Jun 3, 2011 14:39 GMT  ·  By

Children as young as 3 can meet the clinical criteria for being diagnosed with major depressive disorder (MDD), says a part of the international scientific community. The other half opposes this notion, arguing that such a diagnostic cannot be placed on a 3-year-old.

Studies conducted on this issue up to this point have demonstrated that infants suspected of MDD display similar brain activity patterns to adults suffering from the same disorder. This is the main piece of evidence that scientists in the first group has.

But these findings are controversial. One of the reason for that is the fact that we still don't know very much about how the human brain operates, especially at a young age. Only in recent times have experts begun taking an active interest in how the brain changes with age.

Investigations have demonstrated that children perceive words, emotions, shapes, colors, morality, math and a whole host of other factors differently than adults do. Does this imply that diagnostics should be placed differently, or not?

Washington University in St. Louis (WUSL) child psychiatrist Dr. Joan Luby, the director of the early emotional development program at the university, says that she has been studying depression in preschool children for the better part of two decades.

The expert argues that the view holding that young children do not have the emotional or cognitive competence or capabilities to experience MDD is wrong. “When you think about it, most of the core symptoms of depression are developmentally broad,” Luby says, quoted by PsychCentral.

“Sadness and irritability can occur at any age from infancy to very old age. But symptoms like anhedonia were thought to be adult problems because it’s often talked about as decreased libido,” she adds.

“That, obviously, doesn’t occur in young children. But when you developmentally translate it to an absence of joyfulness, especially when joyfulness is the dominant mood state of young children, you have a pretty robust clinical marker,” the investigator adds.

Functional magnetic resonance imaging (fMRI) of the preschool brain has evidence neural activation patterns that are surprisingly consistent across age groups, the researcher concludes. Details of the work appear in a paper published in the March 2011 issue of the Journal of Affective Disorders.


__Your objective__
The answer must consist of every line in the data below that holds the word "operations".

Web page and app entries
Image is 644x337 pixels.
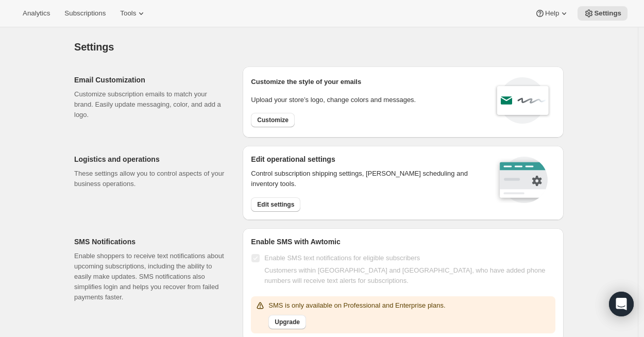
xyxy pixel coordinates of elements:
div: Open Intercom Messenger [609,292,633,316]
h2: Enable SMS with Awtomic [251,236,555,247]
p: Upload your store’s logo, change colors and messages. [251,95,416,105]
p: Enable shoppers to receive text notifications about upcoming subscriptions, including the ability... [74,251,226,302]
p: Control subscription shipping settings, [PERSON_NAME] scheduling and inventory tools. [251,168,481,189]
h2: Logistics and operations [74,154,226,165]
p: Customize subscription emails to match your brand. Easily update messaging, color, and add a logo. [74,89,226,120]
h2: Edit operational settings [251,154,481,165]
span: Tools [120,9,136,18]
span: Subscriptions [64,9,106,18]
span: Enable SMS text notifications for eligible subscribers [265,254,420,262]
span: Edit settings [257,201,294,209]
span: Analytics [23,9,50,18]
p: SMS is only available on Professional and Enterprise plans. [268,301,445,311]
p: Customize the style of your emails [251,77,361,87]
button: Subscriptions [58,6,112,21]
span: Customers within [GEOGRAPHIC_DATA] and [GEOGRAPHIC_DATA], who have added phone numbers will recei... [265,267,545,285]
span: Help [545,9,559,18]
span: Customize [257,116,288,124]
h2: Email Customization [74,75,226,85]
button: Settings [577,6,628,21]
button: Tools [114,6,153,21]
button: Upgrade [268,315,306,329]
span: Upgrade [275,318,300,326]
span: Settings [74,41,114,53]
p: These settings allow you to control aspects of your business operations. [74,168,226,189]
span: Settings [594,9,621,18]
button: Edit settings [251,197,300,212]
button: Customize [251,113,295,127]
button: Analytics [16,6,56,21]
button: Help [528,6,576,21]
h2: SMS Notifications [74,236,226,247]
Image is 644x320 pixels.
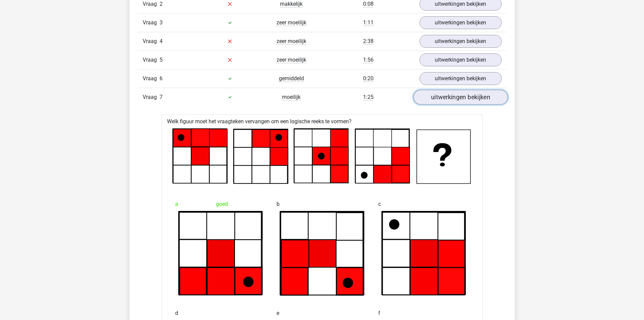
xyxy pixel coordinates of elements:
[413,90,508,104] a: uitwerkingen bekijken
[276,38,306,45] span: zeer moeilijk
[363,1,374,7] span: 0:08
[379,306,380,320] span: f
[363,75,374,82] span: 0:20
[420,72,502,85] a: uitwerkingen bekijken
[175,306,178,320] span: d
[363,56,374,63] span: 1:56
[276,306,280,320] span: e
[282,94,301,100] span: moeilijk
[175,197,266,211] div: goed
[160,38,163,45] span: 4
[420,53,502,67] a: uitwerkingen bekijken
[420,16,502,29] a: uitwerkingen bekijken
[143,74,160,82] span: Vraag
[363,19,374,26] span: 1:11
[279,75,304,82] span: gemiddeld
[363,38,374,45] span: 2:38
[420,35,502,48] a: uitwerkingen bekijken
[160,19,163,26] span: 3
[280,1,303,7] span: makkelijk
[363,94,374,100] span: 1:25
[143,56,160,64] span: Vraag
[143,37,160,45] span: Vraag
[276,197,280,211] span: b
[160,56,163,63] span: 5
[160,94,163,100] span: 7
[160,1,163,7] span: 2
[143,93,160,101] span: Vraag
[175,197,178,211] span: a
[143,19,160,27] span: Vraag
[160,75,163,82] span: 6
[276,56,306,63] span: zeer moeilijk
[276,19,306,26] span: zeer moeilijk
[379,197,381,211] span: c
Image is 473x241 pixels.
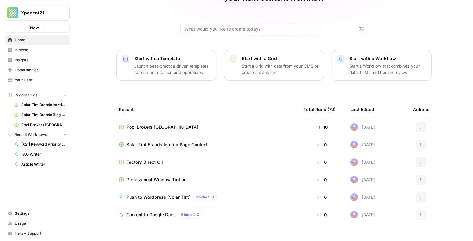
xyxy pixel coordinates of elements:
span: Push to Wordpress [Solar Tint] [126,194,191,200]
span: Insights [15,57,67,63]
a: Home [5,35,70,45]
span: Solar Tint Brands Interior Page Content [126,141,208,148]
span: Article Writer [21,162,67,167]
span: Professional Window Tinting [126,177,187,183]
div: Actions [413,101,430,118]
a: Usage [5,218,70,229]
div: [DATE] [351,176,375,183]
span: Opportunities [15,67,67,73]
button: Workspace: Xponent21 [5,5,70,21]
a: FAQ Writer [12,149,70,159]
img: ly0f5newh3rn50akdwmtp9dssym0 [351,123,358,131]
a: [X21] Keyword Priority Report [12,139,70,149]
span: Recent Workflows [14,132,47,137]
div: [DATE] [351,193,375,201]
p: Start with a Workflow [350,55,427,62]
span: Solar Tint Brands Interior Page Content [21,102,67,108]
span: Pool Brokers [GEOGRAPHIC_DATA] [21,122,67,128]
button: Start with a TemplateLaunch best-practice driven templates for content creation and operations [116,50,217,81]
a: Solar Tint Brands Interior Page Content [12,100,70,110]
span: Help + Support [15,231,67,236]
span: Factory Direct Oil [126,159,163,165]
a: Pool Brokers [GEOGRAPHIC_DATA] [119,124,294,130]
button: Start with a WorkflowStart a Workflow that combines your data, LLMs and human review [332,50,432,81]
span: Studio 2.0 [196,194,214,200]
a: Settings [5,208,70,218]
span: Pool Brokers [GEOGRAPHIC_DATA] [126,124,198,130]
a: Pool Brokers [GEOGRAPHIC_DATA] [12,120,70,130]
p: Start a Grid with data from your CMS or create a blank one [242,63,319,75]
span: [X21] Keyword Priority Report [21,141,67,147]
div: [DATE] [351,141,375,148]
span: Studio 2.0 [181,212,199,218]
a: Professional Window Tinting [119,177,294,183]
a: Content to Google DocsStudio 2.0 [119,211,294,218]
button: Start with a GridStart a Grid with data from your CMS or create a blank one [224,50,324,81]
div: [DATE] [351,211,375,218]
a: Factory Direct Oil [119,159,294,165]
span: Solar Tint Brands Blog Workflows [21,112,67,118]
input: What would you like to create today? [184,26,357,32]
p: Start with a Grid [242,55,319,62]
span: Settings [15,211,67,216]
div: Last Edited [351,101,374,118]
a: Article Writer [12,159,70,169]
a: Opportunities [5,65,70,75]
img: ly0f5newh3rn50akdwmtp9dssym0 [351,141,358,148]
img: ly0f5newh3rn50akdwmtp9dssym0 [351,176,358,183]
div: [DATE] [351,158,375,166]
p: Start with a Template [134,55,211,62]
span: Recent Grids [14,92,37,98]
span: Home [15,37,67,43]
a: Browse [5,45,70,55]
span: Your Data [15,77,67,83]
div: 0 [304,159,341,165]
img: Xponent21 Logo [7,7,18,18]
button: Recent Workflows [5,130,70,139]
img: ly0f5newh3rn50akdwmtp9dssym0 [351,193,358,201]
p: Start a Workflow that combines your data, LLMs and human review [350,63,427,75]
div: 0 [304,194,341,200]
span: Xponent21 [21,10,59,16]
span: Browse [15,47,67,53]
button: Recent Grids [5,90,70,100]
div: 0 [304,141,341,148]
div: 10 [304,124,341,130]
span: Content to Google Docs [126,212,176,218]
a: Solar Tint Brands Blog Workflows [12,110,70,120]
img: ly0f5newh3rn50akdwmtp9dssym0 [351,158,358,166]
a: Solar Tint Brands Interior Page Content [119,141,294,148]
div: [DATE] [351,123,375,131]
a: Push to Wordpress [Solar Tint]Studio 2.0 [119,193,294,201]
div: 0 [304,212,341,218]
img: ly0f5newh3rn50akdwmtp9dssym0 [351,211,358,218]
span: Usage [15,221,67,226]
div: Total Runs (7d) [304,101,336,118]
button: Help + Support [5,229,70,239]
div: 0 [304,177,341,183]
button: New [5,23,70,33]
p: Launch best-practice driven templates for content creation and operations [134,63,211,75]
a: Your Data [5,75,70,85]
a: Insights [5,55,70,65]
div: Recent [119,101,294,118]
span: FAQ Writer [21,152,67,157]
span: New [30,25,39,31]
--
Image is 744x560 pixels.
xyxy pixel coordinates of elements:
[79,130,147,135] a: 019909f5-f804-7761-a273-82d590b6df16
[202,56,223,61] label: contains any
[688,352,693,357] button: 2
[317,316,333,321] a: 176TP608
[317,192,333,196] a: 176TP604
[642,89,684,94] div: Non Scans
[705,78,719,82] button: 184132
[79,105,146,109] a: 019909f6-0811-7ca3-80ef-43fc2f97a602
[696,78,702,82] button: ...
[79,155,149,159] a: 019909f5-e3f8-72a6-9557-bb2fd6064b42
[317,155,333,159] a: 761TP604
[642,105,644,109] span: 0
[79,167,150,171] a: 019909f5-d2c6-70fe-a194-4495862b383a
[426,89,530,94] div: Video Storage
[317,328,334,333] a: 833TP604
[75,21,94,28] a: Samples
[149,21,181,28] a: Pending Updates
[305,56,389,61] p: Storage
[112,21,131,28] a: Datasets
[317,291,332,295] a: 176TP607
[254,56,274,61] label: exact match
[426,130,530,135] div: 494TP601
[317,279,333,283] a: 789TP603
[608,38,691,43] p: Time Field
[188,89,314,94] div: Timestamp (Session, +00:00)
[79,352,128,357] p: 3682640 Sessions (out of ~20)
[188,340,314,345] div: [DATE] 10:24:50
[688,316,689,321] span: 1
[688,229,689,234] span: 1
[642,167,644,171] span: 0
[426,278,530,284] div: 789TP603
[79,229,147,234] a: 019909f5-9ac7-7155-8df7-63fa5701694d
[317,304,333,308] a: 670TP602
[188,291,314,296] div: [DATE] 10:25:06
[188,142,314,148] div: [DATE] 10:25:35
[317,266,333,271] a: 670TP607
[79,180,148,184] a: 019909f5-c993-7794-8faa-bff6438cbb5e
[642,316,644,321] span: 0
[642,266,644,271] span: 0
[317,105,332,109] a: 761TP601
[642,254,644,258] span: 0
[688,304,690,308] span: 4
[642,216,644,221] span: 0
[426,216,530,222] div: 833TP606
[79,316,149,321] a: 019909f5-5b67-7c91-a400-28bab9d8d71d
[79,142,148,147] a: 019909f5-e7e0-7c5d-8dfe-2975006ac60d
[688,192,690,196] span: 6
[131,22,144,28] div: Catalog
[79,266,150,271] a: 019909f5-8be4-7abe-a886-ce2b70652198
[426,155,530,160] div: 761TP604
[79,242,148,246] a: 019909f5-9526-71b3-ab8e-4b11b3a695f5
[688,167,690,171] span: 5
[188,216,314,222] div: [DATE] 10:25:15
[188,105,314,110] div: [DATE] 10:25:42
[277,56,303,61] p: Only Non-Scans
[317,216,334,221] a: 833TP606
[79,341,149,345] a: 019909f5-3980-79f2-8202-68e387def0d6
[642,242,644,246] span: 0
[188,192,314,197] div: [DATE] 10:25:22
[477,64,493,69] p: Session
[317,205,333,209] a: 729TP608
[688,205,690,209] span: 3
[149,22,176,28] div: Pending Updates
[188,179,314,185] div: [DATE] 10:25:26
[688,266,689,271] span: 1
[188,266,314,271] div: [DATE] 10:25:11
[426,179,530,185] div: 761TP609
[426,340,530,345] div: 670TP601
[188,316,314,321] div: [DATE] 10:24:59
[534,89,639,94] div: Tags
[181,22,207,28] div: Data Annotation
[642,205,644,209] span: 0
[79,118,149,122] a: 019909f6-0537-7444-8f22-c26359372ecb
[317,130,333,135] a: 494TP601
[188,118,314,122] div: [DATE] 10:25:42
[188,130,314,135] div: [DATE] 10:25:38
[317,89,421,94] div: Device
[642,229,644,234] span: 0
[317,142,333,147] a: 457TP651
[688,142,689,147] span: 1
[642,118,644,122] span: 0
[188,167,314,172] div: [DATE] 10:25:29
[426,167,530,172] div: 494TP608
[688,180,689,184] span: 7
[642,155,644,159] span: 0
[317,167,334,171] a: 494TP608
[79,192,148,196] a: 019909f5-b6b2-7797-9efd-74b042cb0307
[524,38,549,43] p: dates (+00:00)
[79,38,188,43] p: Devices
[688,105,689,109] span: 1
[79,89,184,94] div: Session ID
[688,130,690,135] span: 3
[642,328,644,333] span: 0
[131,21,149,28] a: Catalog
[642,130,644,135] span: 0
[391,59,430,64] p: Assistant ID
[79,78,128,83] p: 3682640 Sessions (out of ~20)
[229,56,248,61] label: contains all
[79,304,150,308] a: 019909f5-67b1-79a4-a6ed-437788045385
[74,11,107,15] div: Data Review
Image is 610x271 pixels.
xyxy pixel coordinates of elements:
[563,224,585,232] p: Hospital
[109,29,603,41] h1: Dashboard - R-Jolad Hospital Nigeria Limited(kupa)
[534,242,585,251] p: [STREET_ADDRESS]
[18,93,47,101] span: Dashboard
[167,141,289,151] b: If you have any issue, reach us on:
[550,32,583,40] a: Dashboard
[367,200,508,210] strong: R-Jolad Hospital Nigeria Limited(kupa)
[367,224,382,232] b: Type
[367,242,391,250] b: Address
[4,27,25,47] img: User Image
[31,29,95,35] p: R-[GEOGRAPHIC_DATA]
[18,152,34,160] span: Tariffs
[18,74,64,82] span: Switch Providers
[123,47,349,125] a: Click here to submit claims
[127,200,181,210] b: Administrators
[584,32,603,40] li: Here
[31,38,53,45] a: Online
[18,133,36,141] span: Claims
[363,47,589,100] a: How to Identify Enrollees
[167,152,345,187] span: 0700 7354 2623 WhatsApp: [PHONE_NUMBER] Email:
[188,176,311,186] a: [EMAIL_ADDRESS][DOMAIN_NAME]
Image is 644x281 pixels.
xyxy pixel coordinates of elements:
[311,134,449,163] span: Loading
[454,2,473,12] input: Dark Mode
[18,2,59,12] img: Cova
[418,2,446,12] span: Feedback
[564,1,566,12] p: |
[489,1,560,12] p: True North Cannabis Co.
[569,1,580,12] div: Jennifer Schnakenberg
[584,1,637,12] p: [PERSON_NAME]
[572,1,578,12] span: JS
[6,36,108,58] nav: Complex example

__Response area__
h2: Logistics and operations [74,154,226,165]
p: These settings allow you to control aspects of your business operations. [74,168,226,189]
button: Start with a TemplateLaunch best-practice driven templates for content creation and operations [116,50,217,81]
p: Launch best-practice driven templates for content creation and operations [134,63,211,75]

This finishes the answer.